I have worked in many environments in the Public-, Private- and Third Sectors and none had their act together on Mental Health apart from a Disabled People’s User-Led Organisation which took a sufficiently enlightened view towards Mental Health and sought to support as much as possible that I felt empowered enough during my 6 months there that I never needed to call upon them to support me because I felt it was there and my productivity remained pleasingly constant for all parties. Most organisations however enlightened they may like to portray themselves, whether or not they believe their own rhetoric, when it comes to issues of disability are only interested in covering their own backsides, the risk aversion runs to simply ensuring they cannot be sued.
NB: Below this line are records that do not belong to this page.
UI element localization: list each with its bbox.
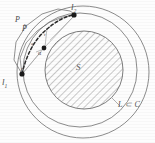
label-segment-t: t [44, 32, 45, 37]
label-endpoint-l2: l2 [71, 3, 76, 14]
label-segment-q: q [31, 41, 34, 46]
inner-hatched-disk [45, 31, 123, 109]
label-path-P-tilde: P̃ [22, 25, 27, 33]
label-outer-region-LC: L ⊂ C [118, 101, 140, 109]
point-l1 [19, 71, 24, 76]
geometry-figure: l2 l1 S L ⊂ C P P̃ α q p t [0, 0, 155, 143]
label-inner-region-S: S [76, 63, 81, 72]
label-path-P: P [15, 16, 20, 24]
label-endpoint-l1: l1 [2, 78, 7, 89]
label-segment-p: p [21, 66, 24, 71]
label-vertex-alpha: α [38, 50, 41, 56]
point-alpha [42, 46, 47, 51]
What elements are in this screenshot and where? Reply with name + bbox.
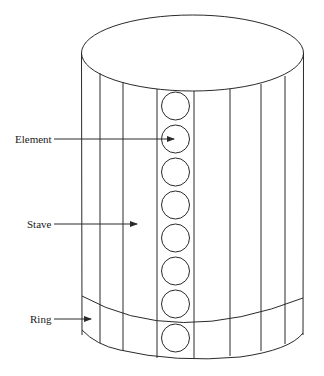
cylinder-left-edge	[82, 53, 83, 335]
element-column	[162, 92, 190, 352]
element-label: Element	[15, 133, 52, 145]
ring-label: Ring	[30, 313, 52, 325]
stave-label: Stave	[27, 218, 52, 230]
element-3	[162, 158, 190, 186]
cylinder-bottom-edge	[82, 330, 303, 359]
cylinder-right-edge	[303, 53, 304, 335]
element-6	[162, 257, 190, 285]
cylinder-top	[82, 15, 304, 91]
element-4	[162, 191, 190, 219]
ring-top-edge	[82, 296, 303, 323]
stave-dividers	[100, 73, 285, 359]
element-7	[162, 290, 190, 318]
element-1	[162, 92, 190, 120]
cylinder-diagram: Element Stave Ring	[0, 0, 324, 376]
element-8	[162, 324, 190, 352]
element-5	[162, 224, 190, 252]
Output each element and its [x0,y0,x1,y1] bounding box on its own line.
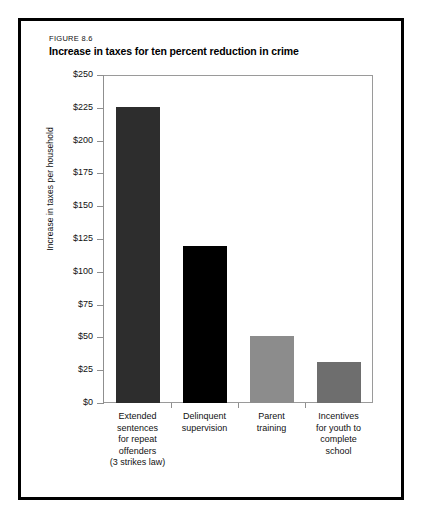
y-tick-label: $25 [78,364,93,375]
x-label-line: sentences [104,423,171,435]
y-tick-mark [97,108,103,109]
y-tick-mark [97,141,103,142]
x-axis-category-label: Incentivesfor youth tocompleteschool [305,411,372,457]
y-tick-mark [97,75,103,76]
x-label-line: Extended [104,411,171,423]
bar-slot [104,75,171,403]
x-axis-category-label: Extendedsentencesfor repeatoffenders(3 s… [104,411,171,469]
x-label-line: school [305,446,372,458]
x-tick-mark [305,403,306,408]
x-label-line: complete [305,434,372,446]
x-tick-mark [171,403,172,408]
x-axis-category-label: Parenttraining [238,411,305,434]
y-tick-mark [97,239,103,240]
y-tick-mark [97,206,103,207]
bar-slot [171,75,238,403]
y-tick-label: $225 [73,102,93,113]
y-tick-label: $125 [73,233,93,244]
x-label-line: Delinquent [171,411,238,423]
x-axis-labels: Extendedsentencesfor repeatoffenders(3 s… [104,411,372,497]
y-tick-label: $100 [73,266,93,277]
y-tick-mark [97,337,103,338]
bar[interactable] [183,246,227,403]
bars-layer [104,75,372,403]
bar-slot [238,75,305,403]
bar-slot [305,75,372,403]
x-label-line: for repeat [104,434,171,446]
y-tick-mark [97,272,103,273]
x-label-line: Parent [238,411,305,423]
y-tick-label: $0 [83,397,93,408]
x-label-line: (3 strikes law) [104,457,171,469]
y-tick-label: $200 [73,135,93,146]
y-tick-mark [97,403,103,404]
y-tick-mark [97,305,103,306]
bar-chart: $250$225$200$175$150$125$100$75$50$25$0 … [21,21,401,497]
y-tick-label: $50 [78,331,93,342]
bar[interactable] [317,362,361,403]
x-label-line: supervision [171,423,238,435]
y-tick-mark [97,173,103,174]
bar[interactable] [116,107,160,404]
y-tick-mark [97,370,103,371]
y-tick-label: $150 [73,200,93,211]
y-tick-label: $175 [73,167,93,178]
figure-frame: FIGURE 8.6 Increase in taxes for ten per… [18,18,404,500]
x-label-line: training [238,423,305,435]
y-tick-label: $250 [73,69,93,80]
x-label-line: offenders [104,446,171,458]
y-tick-label: $75 [78,299,93,310]
x-axis-category-label: Delinquentsupervision [171,411,238,434]
x-label-line: Incentives [305,411,372,423]
x-tick-mark [238,403,239,408]
y-axis-title: Increase in taxes per household [45,79,55,299]
bar[interactable] [250,336,294,403]
x-label-line: for youth to [305,423,372,435]
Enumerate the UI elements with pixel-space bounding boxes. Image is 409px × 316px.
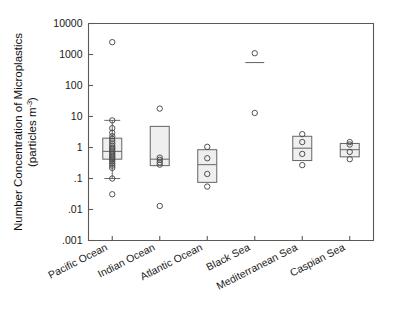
data-point xyxy=(205,144,210,149)
y-tick-label: 1 xyxy=(77,141,83,153)
boxplot-chart: 100001000100101.1.01.001 Number Concentr… xyxy=(0,0,409,316)
data-point xyxy=(157,203,162,208)
box-atlantic-ocean xyxy=(198,150,217,183)
data-point xyxy=(110,192,115,197)
y-tick-label: 10 xyxy=(71,110,83,122)
y-axis-title-line1: Number Concentration of Microplastics xyxy=(12,33,24,231)
y-tick-label: .1 xyxy=(74,172,83,184)
chart-canvas: 100001000100101.1.01.001 Number Concentr… xyxy=(0,0,409,316)
data-point xyxy=(252,51,257,56)
x-label-mediterranean-sea: Mediterranean Sea xyxy=(214,241,299,292)
data-point xyxy=(110,39,115,44)
y-tick-label: 10000 xyxy=(53,17,82,29)
plot-frame xyxy=(89,24,374,241)
y-tick-label: 100 xyxy=(65,79,83,91)
data-point xyxy=(252,110,257,115)
data-points xyxy=(110,39,353,208)
data-point xyxy=(205,184,210,189)
y-axis-ticks: 100001000100101.1.01.001 xyxy=(53,17,93,246)
data-point xyxy=(157,106,162,111)
y-tick-label: .01 xyxy=(68,203,83,215)
y-axis-title-line2: (particles m-3) xyxy=(25,97,38,167)
x-axis-ticks xyxy=(112,236,350,241)
y-tick-label: 1000 xyxy=(59,48,83,60)
data-point xyxy=(300,162,305,167)
y-axis-title: Number Concentration of Microplastics(pa… xyxy=(12,33,38,231)
x-axis-category-labels: Pacific OceanIndian OceanAtlantic OceanB… xyxy=(46,241,347,292)
box-series xyxy=(103,63,360,183)
y-tick-label: .001 xyxy=(62,234,83,246)
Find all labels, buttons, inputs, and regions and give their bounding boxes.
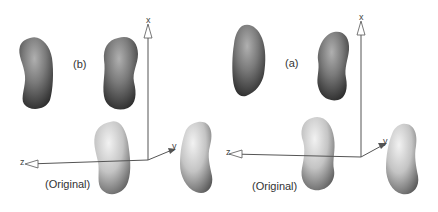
- z-axis-line: [232, 154, 361, 157]
- z-axis-label-a: z: [226, 148, 231, 157]
- original-label-b: (Original): [45, 178, 90, 190]
- kidney-shape-b-top-right: [103, 37, 138, 110]
- original-label-a: (Original): [252, 180, 297, 192]
- z-axis-arrow-icon: [25, 160, 38, 168]
- z-axis-label-b: z: [20, 158, 25, 167]
- x-axis-arrow-icon: [144, 24, 152, 38]
- y-axis-label-b: y: [172, 142, 177, 151]
- kidney-shape-b-original: [94, 121, 130, 194]
- figure: (b) (a) (Original) (Original) x z y x z …: [0, 0, 438, 212]
- panel-b: [19, 24, 212, 194]
- kidney-shape-a-top-left: [232, 25, 265, 97]
- x-axis-arrow-icon: [357, 21, 365, 35]
- kidney-shape-a-original: [301, 117, 334, 190]
- x-axis-label-b: x: [146, 16, 151, 25]
- kidney-shape-a-side: [386, 124, 418, 195]
- y-axis-label-a: y: [383, 137, 388, 146]
- x-axis-label-a: x: [359, 13, 364, 22]
- y-axis-line: [148, 150, 172, 160]
- kidney-shape-a-top-right: [317, 32, 349, 101]
- panel-a: [229, 21, 418, 194]
- panel-label-a: (a): [285, 57, 298, 69]
- panel-label-b: (b): [73, 58, 86, 70]
- kidney-shape-b-top-left: [19, 37, 53, 109]
- kidney-shape-b-side: [180, 122, 212, 193]
- y-axis-line: [361, 145, 383, 157]
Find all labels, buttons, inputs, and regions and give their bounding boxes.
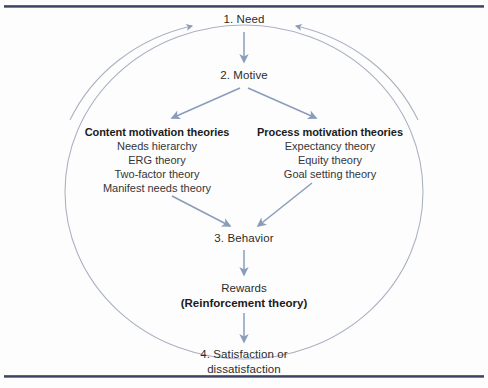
- node-content-motivation-theories: Content motivation theories Needs hierar…: [74, 125, 240, 195]
- content-theories-heading: Content motivation theories: [74, 125, 240, 139]
- content-theories-item: Manifest needs theory: [74, 181, 240, 195]
- content-theories-item: Two-factor theory: [74, 167, 240, 181]
- reinforcement-theory-label: (Reinforcement theory): [0, 296, 488, 311]
- content-theories-item: Needs hierarchy: [74, 139, 240, 153]
- process-theories-item: Expectancy theory: [244, 139, 416, 153]
- process-theories-heading: Process motivation theories: [244, 125, 416, 139]
- satisfaction-line-2: dissatisfaction: [0, 362, 488, 377]
- node-need: 1. Need: [0, 12, 488, 27]
- arrow-motive-to-content: [172, 88, 240, 118]
- node-rewards: Rewards (Reinforcement theory): [0, 281, 488, 310]
- satisfaction-line-1: 4. Satisfaction or: [0, 347, 488, 362]
- node-satisfaction: 4. Satisfaction or dissatisfaction: [0, 347, 488, 376]
- rewards-label: Rewards: [0, 281, 488, 296]
- node-behavior: 3. Behavior: [0, 231, 488, 246]
- arrow-process-to-behavior: [258, 183, 312, 226]
- arrow-motive-to-process: [248, 88, 316, 118]
- content-theories-item: ERG theory: [74, 153, 240, 167]
- node-motive: 2. Motive: [0, 68, 488, 83]
- node-process-motivation-theories: Process motivation theories Expectancy t…: [244, 125, 416, 181]
- motivation-process-diagram: 1. Need 2. Motive Content motivation the…: [0, 0, 488, 388]
- arrow-content-to-behavior: [172, 196, 230, 226]
- process-theories-item: Goal setting theory: [244, 167, 416, 181]
- process-theories-item: Equity theory: [244, 153, 416, 167]
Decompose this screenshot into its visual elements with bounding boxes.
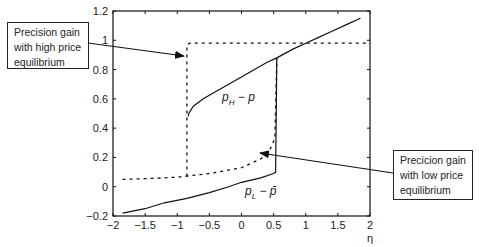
series-line-2 bbox=[187, 43, 370, 176]
series-line-1 bbox=[123, 58, 277, 213]
label-pl-minus-pbar: pL − p̄ bbox=[244, 184, 277, 201]
series-line-3 bbox=[123, 58, 277, 179]
y-tick-label: −0.2 bbox=[86, 210, 108, 222]
callout-line: with high price bbox=[14, 40, 82, 55]
x-tick-label: −2 bbox=[107, 219, 120, 231]
y-tick-label: 0.2 bbox=[93, 151, 108, 163]
plot-axes: −2−1.5−1−0.500.511.52−0.200.20.40.60.811… bbox=[86, 5, 373, 231]
x-tick-label: 1.5 bbox=[330, 219, 345, 231]
arrow-high-price bbox=[88, 43, 184, 56]
y-tick-label: 0.8 bbox=[93, 64, 108, 76]
callout-low-price: Precicion gain with low price equilibriu… bbox=[393, 150, 473, 200]
callout-line: Precicion gain bbox=[400, 153, 466, 168]
x-tick-label: −0.5 bbox=[199, 219, 221, 231]
arrow-low-price bbox=[260, 153, 393, 173]
y-tick-label: 0.4 bbox=[93, 122, 108, 134]
x-axis-label: η bbox=[367, 232, 373, 244]
callout-line: with low price bbox=[400, 168, 466, 183]
y-tick-label: 0 bbox=[102, 181, 108, 193]
x-tick-label: 0 bbox=[238, 219, 244, 231]
callout-line: equilibrium bbox=[14, 55, 82, 70]
callout-high-price: Precision gain with high price equilibri… bbox=[7, 22, 89, 69]
callout-line: equilibrium bbox=[400, 183, 466, 198]
plot-frame bbox=[113, 11, 370, 216]
x-tick-label: 2 bbox=[367, 219, 373, 231]
callout-line: Precision gain bbox=[14, 25, 82, 40]
annotation-arrows bbox=[88, 43, 393, 173]
y-tick-label: 0.6 bbox=[93, 93, 108, 105]
x-tick-label: 1 bbox=[303, 219, 309, 231]
x-tick-label: −1.5 bbox=[134, 219, 156, 231]
x-tick-label: −1 bbox=[171, 219, 184, 231]
x-tick-label: 0.5 bbox=[266, 219, 281, 231]
series-line-0 bbox=[188, 18, 360, 116]
y-tick-label: 1.2 bbox=[93, 5, 108, 17]
label-ph-minus-p: pH − p bbox=[221, 90, 255, 107]
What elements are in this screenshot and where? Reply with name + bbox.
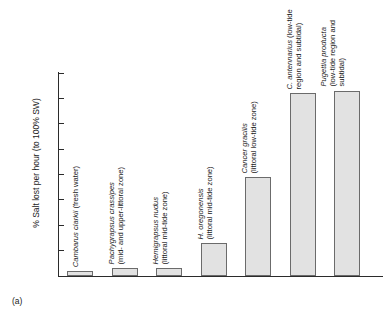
x-axis-line bbox=[58, 276, 383, 277]
species-name: Hemigrapsus nudus bbox=[151, 197, 160, 265]
bar-category-label: Cancer gracilis(littoral low-tide zone) bbox=[240, 101, 258, 173]
bar-category-label: Pugettia producta(low-tide region andsub… bbox=[319, 20, 347, 87]
y-axis-title: % Salt lost per hour (to 100% SW) bbox=[31, 63, 41, 263]
chart-bar[interactable]: Hemigrapsus nudus(littoral mid-tide zone… bbox=[156, 268, 182, 276]
bar-category-label-line: (littoral mid-tide zone) bbox=[204, 166, 213, 239]
bar-category-label: Cambarus clarkii (fresh water) bbox=[71, 166, 80, 267]
bar-category-label: H. oregonensis(littoral mid-tide zone) bbox=[195, 166, 213, 239]
species-name: Pachygrapsus crassipes bbox=[106, 182, 115, 264]
bar-category-label-line: (mid- and upper-littoral zone) bbox=[115, 167, 124, 265]
species-name: Cambarus clarkii bbox=[71, 210, 80, 267]
species-name: Pugettia producta bbox=[319, 27, 328, 87]
chart-bar[interactable]: Pachygrapsus crassipes(mid- and upper-li… bbox=[112, 268, 138, 276]
bar-category-label-line: Cambarus clarkii (fresh water) bbox=[71, 166, 80, 267]
chart-bar[interactable]: Cancer gracilis(littoral low-tide zone) bbox=[245, 177, 271, 276]
chart-bar[interactable]: C. antennarius (low-tideregion and subti… bbox=[290, 93, 316, 276]
bar-category-label: Pachygrapsus crassipes(mid- and upper-li… bbox=[106, 167, 124, 265]
chart-bar[interactable]: Cambarus clarkii (fresh water) bbox=[67, 271, 93, 276]
bar-category-label-line: region and subtidal) bbox=[293, 9, 302, 89]
bar-category-label-line: (littoral low-tide zone) bbox=[249, 101, 258, 173]
bar-category-label-line: (littoral mid-tide zone) bbox=[160, 191, 169, 264]
chart-bar[interactable]: H. oregonensis(littoral mid-tide zone) bbox=[201, 243, 227, 276]
figure-panel-a: 0.80.70.60.50.40.30.20.10 % Salt lost pe… bbox=[0, 0, 388, 323]
chart-bar[interactable]: Pugettia producta(low-tide region andsub… bbox=[334, 91, 360, 276]
bar-category-label-line: C. antennarius (low-tide bbox=[284, 9, 293, 89]
bar-category-label-line: Hemigrapsus nudus bbox=[151, 191, 160, 264]
plot-area: Cambarus clarkii (fresh water)Pachygraps… bbox=[58, 73, 378, 276]
species-name: Cancer gracilis bbox=[240, 123, 249, 173]
bar-category-label-line: Pachygrapsus crassipes bbox=[106, 167, 115, 265]
species-name: H. oregonensis bbox=[195, 188, 204, 239]
panel-letter: (a) bbox=[12, 296, 22, 306]
bar-category-label: Hemigrapsus nudus(littoral mid-tide zone… bbox=[151, 191, 169, 264]
bar-category-label-line: Pugettia producta bbox=[319, 20, 328, 87]
bar-category-label-line: H. oregonensis bbox=[195, 166, 204, 239]
bar-category-label-line: (low-tide region and bbox=[329, 20, 338, 87]
bar-category-label-line: subtidal) bbox=[338, 20, 347, 87]
species-name: C. antennarius bbox=[284, 40, 293, 89]
bar-category-label-line: Cancer gracilis bbox=[240, 101, 249, 173]
bar-category-label: C. antennarius (low-tideregion and subti… bbox=[284, 9, 302, 89]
What worries me most is that although I know my rights and am not afraid to exercise them I also know when to hold ’em and when to fold ’em, I know certain battles that aren’t worth fighting and other times when a point of principle has to be held firm and that the former usually vastly outnumber the latter. Yet I have found the working world to be intransigent to the point of belligerence, the ignorance and lack of compassion is astounding even when it becomes clear (and not by ramming it down someone’s throat). I have tried to work to help better things but invariably been seen as someone being difficult to the point where it has made my position untenable on more than one occasion. By and large I have managed to just about stay in work but it has not been at all easy. I worry for the others who are not so bolshy, who for reasons of childcare or accommodation simply cannot afford to fold and have to trudge through the anguish and take it again and again. The long term implications of this are huge and I believe ultimately will lead to the premature death of a great many people who did nothing more than try to keep going in the face of it all.